Emerson College’s only independent, student-run newspaper since 1947

The Berkeley Beacon

Emerson College’s only independent, student-run newspaper since 1947

The Berkeley Beacon

Emerson College’s only independent, student-run newspaper since 1947

The Berkeley Beacon

It’s about :clock4: emojis :no_entry_sign: just :woman:

Near the end of my Wednesday morning blogging class, I was the white praying hands emoji. Over the weekend, in a conversation about HBO’s recently released Scientology expose, called Going Clear, I was the white thumbs up emoji. Last week, when a friend sent me screenshots of a conversation with a boy she was talking to, I was the white unamused face emoji. In reality, my face isn’t white; it’s only my emojis that were.

For the uninitiated, emojis are smiley faces that initially appeared in Japanese electronic messages (the word “emoji” literally translates to “picture character”), introduced to the United States through their inclusion in Apple’s iPhone operating system keyboard in 2011. These glorified emoticons transcend the simple winky faces of the AOL instant messaging chats of yesterday—Emojipedia, which lists the official emoji character names as determined by an international coalition, describes specific faces in surprising detail. On Wednesday, Apple released an update to its iPhone and iPad operating system that includes 300 new emojis, including human face emojis with, for the first time, a range of racially diverse skin tones. 

Broadly, emojis take some of our most complex emotions and make them communicable, nonverbally translating them in ways that rival the expressions of our own faces. There’s “weary face” (everyone’s favorite for when you check the time and realize there’s an hour left in class), “cat face with wry smile,” “persevering face,” and even “confounding face.” Emojis can take on different subjective connotations within friend groups and communities. They communicate so many feelings, faces, and—when I choose the doughnut emoji over the lollipop—ideas, plans, and locations, all instantly discernible and reproducible.

These new additions—which, according to Time, include “same-sex families, a range of gadgets like the new Apple Watch and flags from 32 countries,” along with the expanded variety of skin colors—carry an especially important weight in conversations about visibility. Since their introduction to Apple’s iOS in 2011, emojis have reflected larger cultural shifts relating to language, the performance of gender, and cultural visibility, according to a 2014 feature in New York. There are anecdotal trends, like translating songs and speeches into emoji—renditions of Beyonce’s “Drunk in Love” and R. Kelly’s hip-hop opera “Trapped in the Closet” are notable hits—but more importantly, emojis are the latest iterations of ageless linguistic phenomena. “Decoding pictures as part of communication has been at the root of written language since there was such a thing as written language,” Adam Sternbergh wrote in that New York feature. “Emoji are a secret code language made up of symbols that everyone already intuitively understands.” Like stop signs and the person in a wheelchair denote specific instructions, the praying hands (also called “person with folded hands”) emoji communicates that I am both “2 blessed 2 be stressed” and grateful to be listening to Drake (a rapper who has the praying hands emoji tattooed on one of his arms).

Like words, there are situations and emotions that not even a collection of emoji can describe: There’s no emoji to communicate deeply complex emotions like heartbreak, just as there’s not one for specific situations, like explaining the totally ignorant comment that freshman in your 8 a.m. class just made. Importantly, however, until Apple’s April 8 update, there wasn’t an emoji for having a family with two moms, nor was there an emoji for being a black woman who frowns. (As a black woman who frowns often, it’s important to me that I have this.) The fact that it’s taken approximately four years for Apple to create these diverse emojis reveals a lot about cultural visibility—namely, who does and doesn’t belong in which technological spaces. And even now, when this error is being rectified, there are still deficiencies: The new same-sex couples and parents are all of the same yellow-toned race, as are several other emoji faces.

I won’t pretend that emojis are everyone’s biggest problem, but they are indicative of some important ones. It took four years for us all to be able to communicate, in such a ubiquitous and youthful medium, that a white man can wear a turban, a black woman can be a bride, and emotions like pride, uncertainty, and joy aren’t unique to white faces. Visibility—simply the act of being seen and having your humanity recognized—in these smallest of ways are so important, but still unnecessarily require privilege that hasn’t been afforded to users of many races, sexualities, and ethnicities.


The records below are to be copied exactly, with every picture left out.

====================

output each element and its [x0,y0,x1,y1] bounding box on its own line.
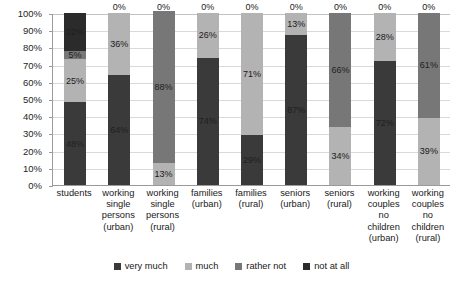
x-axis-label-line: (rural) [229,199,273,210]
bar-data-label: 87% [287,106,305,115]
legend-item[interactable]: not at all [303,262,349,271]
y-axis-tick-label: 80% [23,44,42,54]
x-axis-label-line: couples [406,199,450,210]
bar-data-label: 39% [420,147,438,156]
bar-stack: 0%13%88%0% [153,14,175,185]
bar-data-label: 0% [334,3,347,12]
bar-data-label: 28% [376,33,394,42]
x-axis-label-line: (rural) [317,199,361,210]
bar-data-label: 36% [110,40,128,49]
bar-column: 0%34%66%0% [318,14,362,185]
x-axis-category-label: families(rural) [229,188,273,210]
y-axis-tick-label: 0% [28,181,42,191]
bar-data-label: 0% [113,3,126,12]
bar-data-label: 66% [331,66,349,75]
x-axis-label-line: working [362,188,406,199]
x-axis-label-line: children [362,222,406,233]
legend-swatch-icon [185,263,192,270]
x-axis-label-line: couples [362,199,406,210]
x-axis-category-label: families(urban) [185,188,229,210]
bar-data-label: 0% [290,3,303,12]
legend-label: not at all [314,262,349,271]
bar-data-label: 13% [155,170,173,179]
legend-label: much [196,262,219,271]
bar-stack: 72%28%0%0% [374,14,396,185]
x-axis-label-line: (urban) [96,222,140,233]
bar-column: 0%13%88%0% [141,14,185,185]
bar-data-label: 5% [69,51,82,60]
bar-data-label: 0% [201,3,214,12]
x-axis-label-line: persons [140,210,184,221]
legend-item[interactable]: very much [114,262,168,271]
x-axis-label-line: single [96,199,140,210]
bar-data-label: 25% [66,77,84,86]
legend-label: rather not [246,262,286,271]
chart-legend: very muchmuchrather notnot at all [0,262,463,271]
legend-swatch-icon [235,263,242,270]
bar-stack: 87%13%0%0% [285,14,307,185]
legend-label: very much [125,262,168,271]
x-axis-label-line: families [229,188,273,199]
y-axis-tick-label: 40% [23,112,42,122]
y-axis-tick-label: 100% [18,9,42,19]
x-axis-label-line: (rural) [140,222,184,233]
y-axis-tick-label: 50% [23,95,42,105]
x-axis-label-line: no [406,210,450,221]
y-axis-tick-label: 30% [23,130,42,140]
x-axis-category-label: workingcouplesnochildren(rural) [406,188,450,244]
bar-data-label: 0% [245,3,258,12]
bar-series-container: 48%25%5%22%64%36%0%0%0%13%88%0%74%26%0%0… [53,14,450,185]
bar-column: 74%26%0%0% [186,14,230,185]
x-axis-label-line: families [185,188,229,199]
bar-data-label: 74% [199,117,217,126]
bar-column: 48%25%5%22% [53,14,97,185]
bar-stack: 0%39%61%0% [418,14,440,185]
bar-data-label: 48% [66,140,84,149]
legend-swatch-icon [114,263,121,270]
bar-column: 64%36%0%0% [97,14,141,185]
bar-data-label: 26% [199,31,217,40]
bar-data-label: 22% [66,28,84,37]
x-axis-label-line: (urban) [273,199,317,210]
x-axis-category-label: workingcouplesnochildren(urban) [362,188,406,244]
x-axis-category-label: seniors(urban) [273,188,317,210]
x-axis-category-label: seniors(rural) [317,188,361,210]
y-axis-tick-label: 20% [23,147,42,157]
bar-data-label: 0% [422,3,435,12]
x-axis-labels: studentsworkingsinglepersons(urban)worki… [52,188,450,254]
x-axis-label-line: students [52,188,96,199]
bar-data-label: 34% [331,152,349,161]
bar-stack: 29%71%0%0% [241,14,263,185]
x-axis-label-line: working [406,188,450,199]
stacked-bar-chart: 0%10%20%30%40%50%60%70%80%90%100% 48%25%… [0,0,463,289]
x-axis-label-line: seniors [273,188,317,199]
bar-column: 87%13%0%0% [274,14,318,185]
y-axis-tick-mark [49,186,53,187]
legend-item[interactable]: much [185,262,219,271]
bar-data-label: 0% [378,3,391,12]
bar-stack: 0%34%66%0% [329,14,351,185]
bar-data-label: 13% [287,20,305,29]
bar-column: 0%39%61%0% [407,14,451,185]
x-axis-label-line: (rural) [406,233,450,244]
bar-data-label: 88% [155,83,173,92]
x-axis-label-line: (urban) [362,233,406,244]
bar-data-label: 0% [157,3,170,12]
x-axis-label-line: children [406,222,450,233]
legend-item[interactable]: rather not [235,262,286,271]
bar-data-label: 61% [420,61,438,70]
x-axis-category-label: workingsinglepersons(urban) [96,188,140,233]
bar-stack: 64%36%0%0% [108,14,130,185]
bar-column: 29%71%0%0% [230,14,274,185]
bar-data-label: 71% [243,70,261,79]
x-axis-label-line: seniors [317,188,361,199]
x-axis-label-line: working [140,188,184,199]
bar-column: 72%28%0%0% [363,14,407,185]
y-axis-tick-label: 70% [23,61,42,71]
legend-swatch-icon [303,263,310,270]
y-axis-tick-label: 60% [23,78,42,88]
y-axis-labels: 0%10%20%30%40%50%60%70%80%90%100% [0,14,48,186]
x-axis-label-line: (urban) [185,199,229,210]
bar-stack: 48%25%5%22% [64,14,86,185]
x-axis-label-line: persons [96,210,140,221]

====================

- _Exercise answer_:
output each element and its [x0,y0,x1,y1] bounding box on its own line.
x-axis-label-line: (rural) [229,199,273,210]
bar-data-label: 87% [287,106,305,115]
legend-item[interactable]: not at all [303,262,349,271]
y-axis-tick-label: 80% [23,44,42,54]
x-axis-label-line: couples [406,199,450,210]
bar-data-label: 39% [420,147,438,156]
bar-stack: 0%13%88%0% [153,14,175,185]
bar-data-label: 0% [334,3,347,12]
bar-data-label: 28% [376,33,394,42]
x-axis-label-line: (rural) [317,199,361,210]
bar-data-label: 36% [110,40,128,49]
bar-column: 0%34%66%0% [318,14,362,185]
x-axis-category-label: families(rural) [229,188,273,210]
y-axis-tick-label: 0% [28,181,42,191]
bar-data-label: 0% [113,3,126,12]
bar-data-label: 66% [331,66,349,75]
x-axis-label-line: working [362,188,406,199]
x-axis-label-line: children [362,222,406,233]
legend-swatch-icon [185,263,192,270]
x-axis-label-line: couples [362,199,406,210]
x-axis-category-label: families(urban) [185,188,229,210]
bar-data-label: 0% [290,3,303,12]
legend-label: not at all [314,262,349,271]
bar-data-label: 13% [155,170,173,179]
legend-label: much [196,262,219,271]
bar-stack: 72%28%0%0% [374,14,396,185]
x-axis-label-line: (urban) [96,222,140,233]
bar-column: 0%13%88%0% [141,14,185,185]
bar-data-label: 5% [69,51,82,60]
bar-data-label: 0% [201,3,214,12]
x-axis-label-line: persons [140,210,184,221]
legend-item[interactable]: very much [114,262,168,271]
x-axis-label-line: single [96,199,140,210]
bar-data-label: 25% [66,77,84,86]
legend-label: rather not [246,262,286,271]
chart-legend: very muchmuchrather notnot at all [0,262,463,271]
legend-swatch-icon [235,263,242,270]
bar-stack: 87%13%0%0% [285,14,307,185]
legend-label: very much [125,262,168,271]
x-axis-label-line: families [229,188,273,199]
y-axis-tick-label: 40% [23,112,42,122]
y-axis-tick-label: 100% [18,9,42,19]
x-axis-label-line: (rural) [140,222,184,233]
y-axis-tick-label: 50% [23,95,42,105]
x-axis-label-line: no [406,210,450,221]
y-axis-tick-label: 30% [23,130,42,140]
x-axis-category-label: workingcouplesnochildren(rural) [406,188,450,244]
bar-data-label: 0% [245,3,258,12]
bar-series-container: 48%25%5%22%64%36%0%0%0%13%88%0%74%26%0%0… [53,14,450,185]
bar-column: 74%26%0%0% [186,14,230,185]
x-axis-label-line: families [185,188,229,199]
bar-data-label: 74% [199,117,217,126]
bar-column: 48%25%5%22% [53,14,97,185]
bar-stack: 0%39%61%0% [418,14,440,185]
bar-data-label: 48% [66,140,84,149]
legend-swatch-icon [114,263,121,270]
bar-column: 64%36%0%0% [97,14,141,185]
bar-data-label: 26% [199,31,217,40]
bar-data-label: 22% [66,28,84,37]
x-axis-label-line: (urban) [273,199,317,210]
x-axis-category-label: workingcouplesnochildren(urban) [362,188,406,244]
x-axis-category-label: seniors(urban) [273,188,317,210]
x-axis-category-label: seniors(rural) [317,188,361,210]
y-axis-tick-label: 20% [23,147,42,157]
bar-data-label: 0% [422,3,435,12]
x-axis-labels: studentsworkingsinglepersons(urban)worki… [52,188,450,254]
x-axis-label-line: students [52,188,96,199]
bar-data-label: 34% [331,152,349,161]
bar-stack: 29%71%0%0% [241,14,263,185]
x-axis-label-line: working [406,188,450,199]
stacked-bar-chart: 0%10%20%30%40%50%60%70%80%90%100% 48%25%… [0,0,463,289]
x-axis-label-line: seniors [273,188,317,199]
bar-column: 87%13%0%0% [274,14,318,185]
y-axis-tick-mark [49,186,53,187]
legend-item[interactable]: much [185,262,219,271]
bar-data-label: 0% [378,3,391,12]
bar-stack: 0%34%66%0% [329,14,351,185]
bar-data-label: 13% [287,20,305,29]
bar-column: 0%39%61%0% [407,14,451,185]
x-axis-label-line: (rural) [406,233,450,244]
bar-data-label: 88% [155,83,173,92]
x-axis-label-line: (urban) [362,233,406,244]
bar-data-label: 0% [157,3,170,12]
x-axis-label-line: children [406,222,450,233]
legend-item[interactable]: rather not [235,262,286,271]
bar-data-label: 61% [420,61,438,70]
x-axis-category-label: workingsinglepersons(urban) [96,188,140,233]
bar-stack: 64%36%0%0% [108,14,130,185]
bar-column: 29%71%0%0% [230,14,274,185]
bar-data-label: 71% [243,70,261,79]
x-axis-label-line: seniors [317,188,361,199]
x-axis-label-line: working [140,188,184,199]
bar-column: 72%28%0%0% [363,14,407,185]
y-axis-tick-label: 70% [23,61,42,71]
legend-swatch-icon [303,263,310,270]
y-axis-tick-label: 60% [23,78,42,88]
y-axis-labels: 0%10%20%30%40%50%60%70%80%90%100% [0,14,48,186]
x-axis-label-line: (urban) [185,199,229,210]
bar-stack: 48%25%5%22% [64,14,86,185]
x-axis-label-line: persons [96,210,140,221]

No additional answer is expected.